A Year in the Life, Week 35: To Thine Own Self Be True

This week’s A Year In the Life exercise asked me to write a question I received often, and to answer it in various ways. I was definitely a very late bloomer when it came to romance (first kiss? 28), and for a long time, people (relatives, mainly) were waiting with baited breath for something to happen. By the time it did, they were done asking. Despite a clear lack of “evidence,” my romantic life for all those years didn’t exactly feel dormant, and writing this brought up a lot of memories about just how complicated being single can be.

Do you have a boyfriend?

No, unless you count the ones in my head–but you probably shouldn’t because they’re not my boyfriends even in my head. And nothing I see out there in the real world seems capable of bringing me the same level of satisfaction that they do.

Image: © Nevit Dilmen found at Wikimedia commons

Do you have a boyfriend?

No, but I have a beautiful roommate who stays up with me late into the night. We watch old 80s cartoons and take walks together, do laundry and eat in the cafeteria. And I don’t believe in love at first sight or any of that, but somehow we were friends seemingly from the moment we met. And I thought it would be a boyfriend that made leaving home worth it, that would ease the pain of being away from that place of love and safety. But from the beginning to many years after, it was her.

Do you have a boyfriend?

It can be hard to say no to this question when your heart becomes so tied up with another person. First I loved him from afar, then stood beside him and wrote love letters I never sent, then wrote him one that I did send. He wrote back over a month later and reduced me to tears. We began writing then, exchanging loaded mixx tapes and IM chats. He was hundreds of miles away and much easier to love that way. For the first time, he went years without dating anyone. He said God would bring us together if it was meant to be. I sat on the floor of my dorm room and let him talk to me on the phone. I still remember how tight his hugs were and how I always wanted more from him. But no, he wasn’t my boyfriend.

Do you have a boyfriend?

I tried, became something of a one-date wonder. My dad’s younger friend who would work so I could write; “the Republican” who took me to see a musical but ruined it when he said he didn’t read much; the lawyer who pontificated and sat too close to me when we saw Batman: The Dark Knight and was too young to be so jaded; the shy, spiritually seeking, tea-drinking and book-loving boy that I wanted to love so, so much; the boy with blond hair who rode my city bus and read Alice in Wonderland–I can still remember my exact erotic thoughts about him, but not whether we ever spoke. And then there was the actor, the phone messages exchanged that never led to any real conversation; the 18-year-old boy who read the Patriot Act all the way through and who wasn’t nearly as afraid of an older woman as I was of a younger man (well, boy).

Do you have a boyfriend?

We haven’t even started on the girls yet, all those years of wearing rainbows and finally thinking there might be a reason for always feeling so out of place. There was the girl I wrote a dozen songs for, my fingers fumbling on the fretboard, my insecurity about it all–is this love? Is this a song? She was the first to really break through, but she was nothing compared to the one that came after–the one with ocean-blue eyes and crackly dry hands and the barest whisper of white in her long dark hair. She was the one I thought was the love of my life, and for so long the hardest part was having no word for her, for us, that would encompass the magnitude of what I felt. I used to wish we had dated and broken up so at least I’d have something the rest of the world could understand. Instead, when my heart was shattered, I didn’t even have a name for the emptiness that ached inside me for months, or the reason I didn’t love again for years.

Do you have a boyfriend?

I was still thinking of her the first time I could properly say yes to this question, and that’s how I knew something was wrong. I thought it was because he was a man. I knew it was because he wasn’t her. He didn’t like kissing but said I was beautiful in sunlight and water and he wanted to take pictures that would do me justice. We slept against each other on my floor, talked about fairy tales and folk singers, and one night, I listened to his heartbeat when I knew the future he spoke of wouldn’t be mine. I told him, Don’t turn anything down on my behalf. What I meant was, I would be relieved for an excuse to say goodbye. What I meant was, whether you go near or far, I won’t be going with you.

Do you have a boyfriend?

I’ve never forgotten the feel of her hands on my hips, and I still dream about her sometimes. She is the one love I can never admit to the world.

Do you have a boyfriend?

Only if someone I’ve never seen counts; he was the first one to ever write me a love letter on the last eve of 1999, just in case the world was about to end. I wanted to believe, but a part of me never could, not for all the digital artwork and Meatloaf music in the world.

Do you have a boyfriend?

The relatives had given up on this question by the time I met the man I would marry. But a coworker asked me out of the blue, two months into my relationship with him, and my face heated that cold winter day as, for the first time, I gave an uncomplicated, shy but giddy and joy-filled, yes.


▸ Task prompt: Before writing out the records, remove the pictures; keep everything else exact.

▸ Provided data:
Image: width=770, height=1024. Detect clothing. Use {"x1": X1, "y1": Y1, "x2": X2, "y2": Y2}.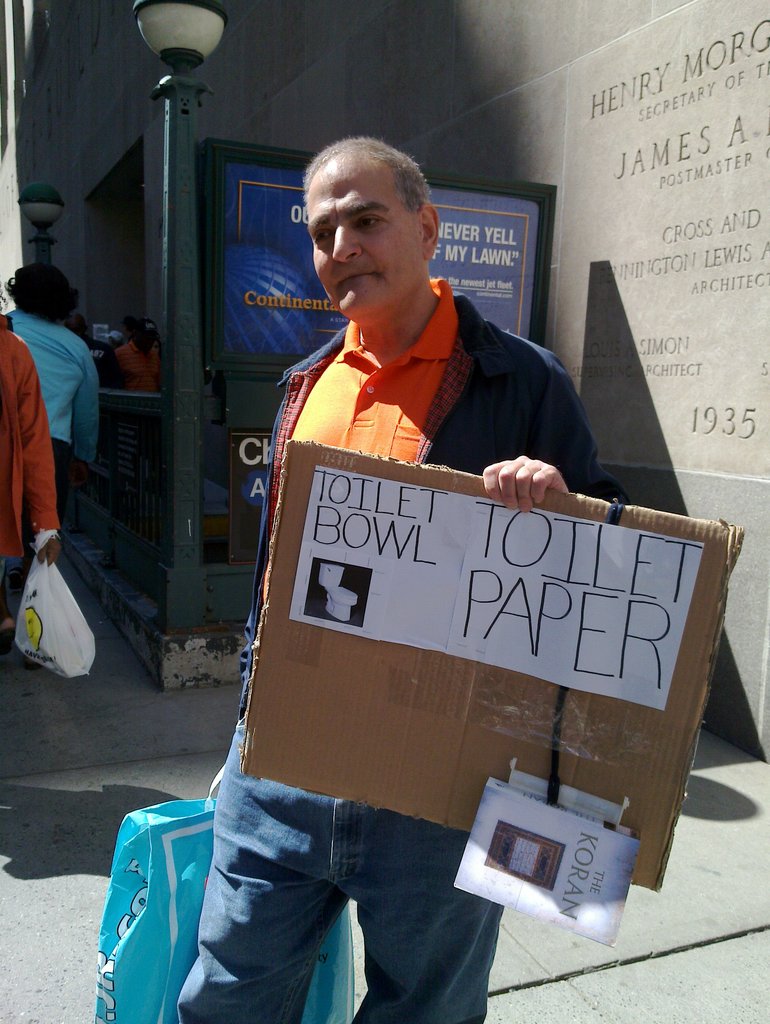
{"x1": 115, "y1": 327, "x2": 160, "y2": 400}.
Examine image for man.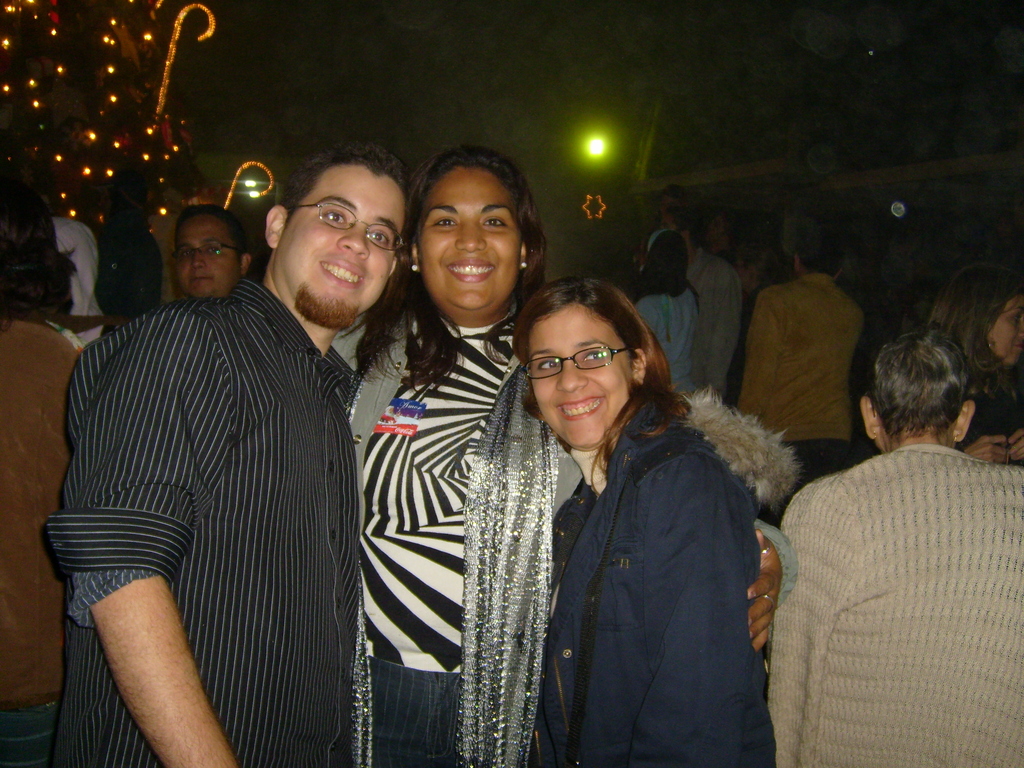
Examination result: locate(744, 278, 1023, 767).
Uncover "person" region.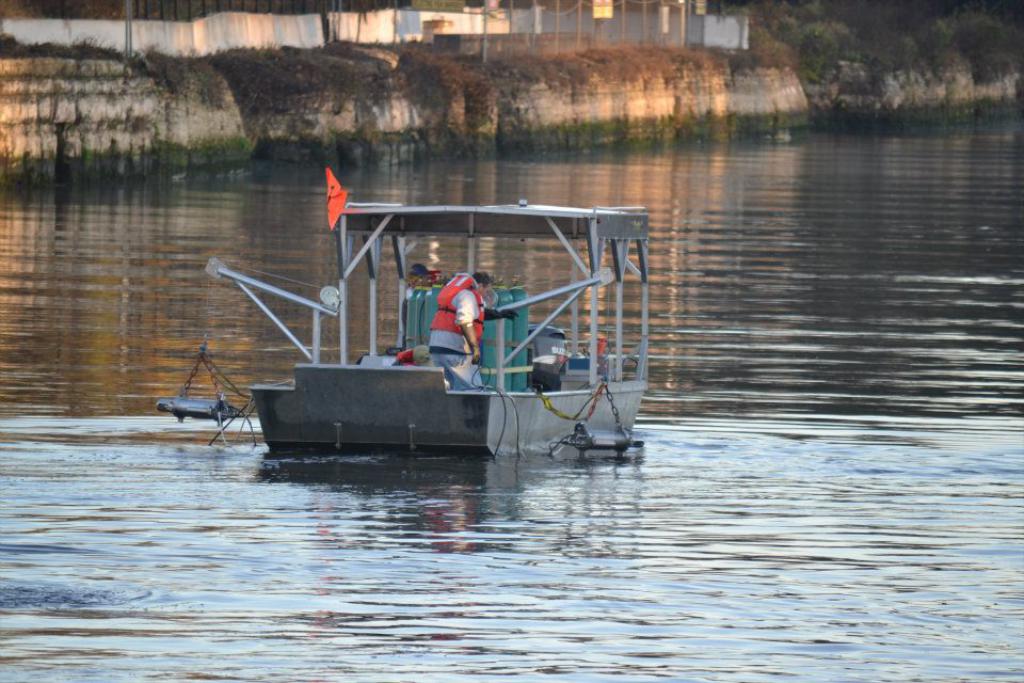
Uncovered: {"x1": 425, "y1": 267, "x2": 493, "y2": 391}.
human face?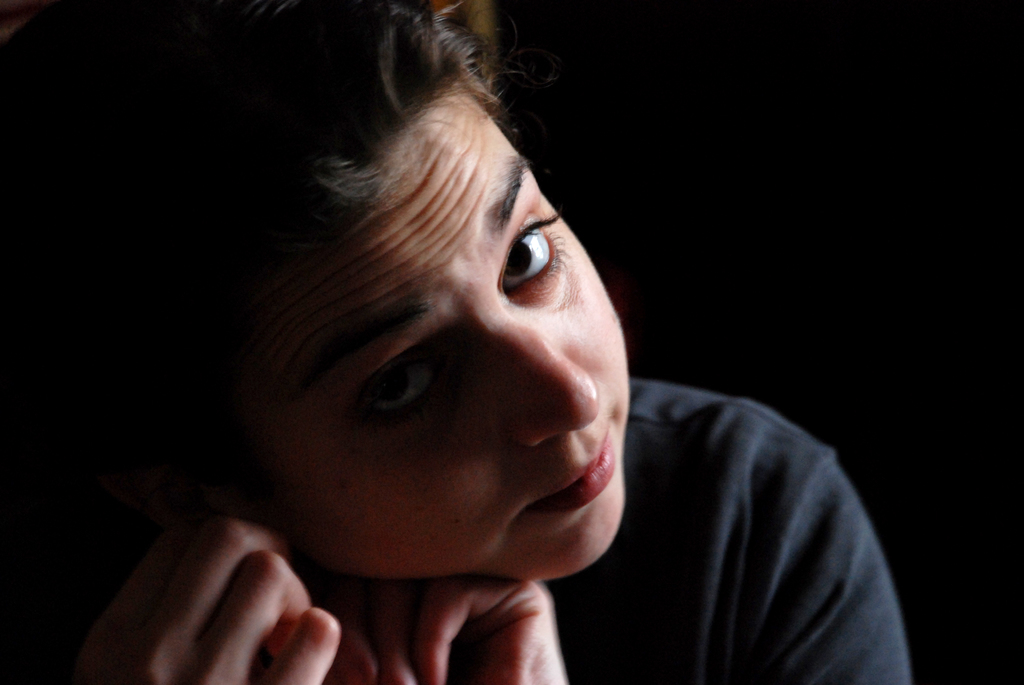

▸ Response to this task:
Image: width=770, height=1024. Detect clothing. Use {"x1": X1, "y1": Y1, "x2": X2, "y2": Y2}.
{"x1": 115, "y1": 327, "x2": 160, "y2": 400}.
Examine image for man.
Examination result: locate(744, 278, 1023, 767).
Uncover "person" region.
Uncovered: {"x1": 425, "y1": 267, "x2": 493, "y2": 391}.
human face?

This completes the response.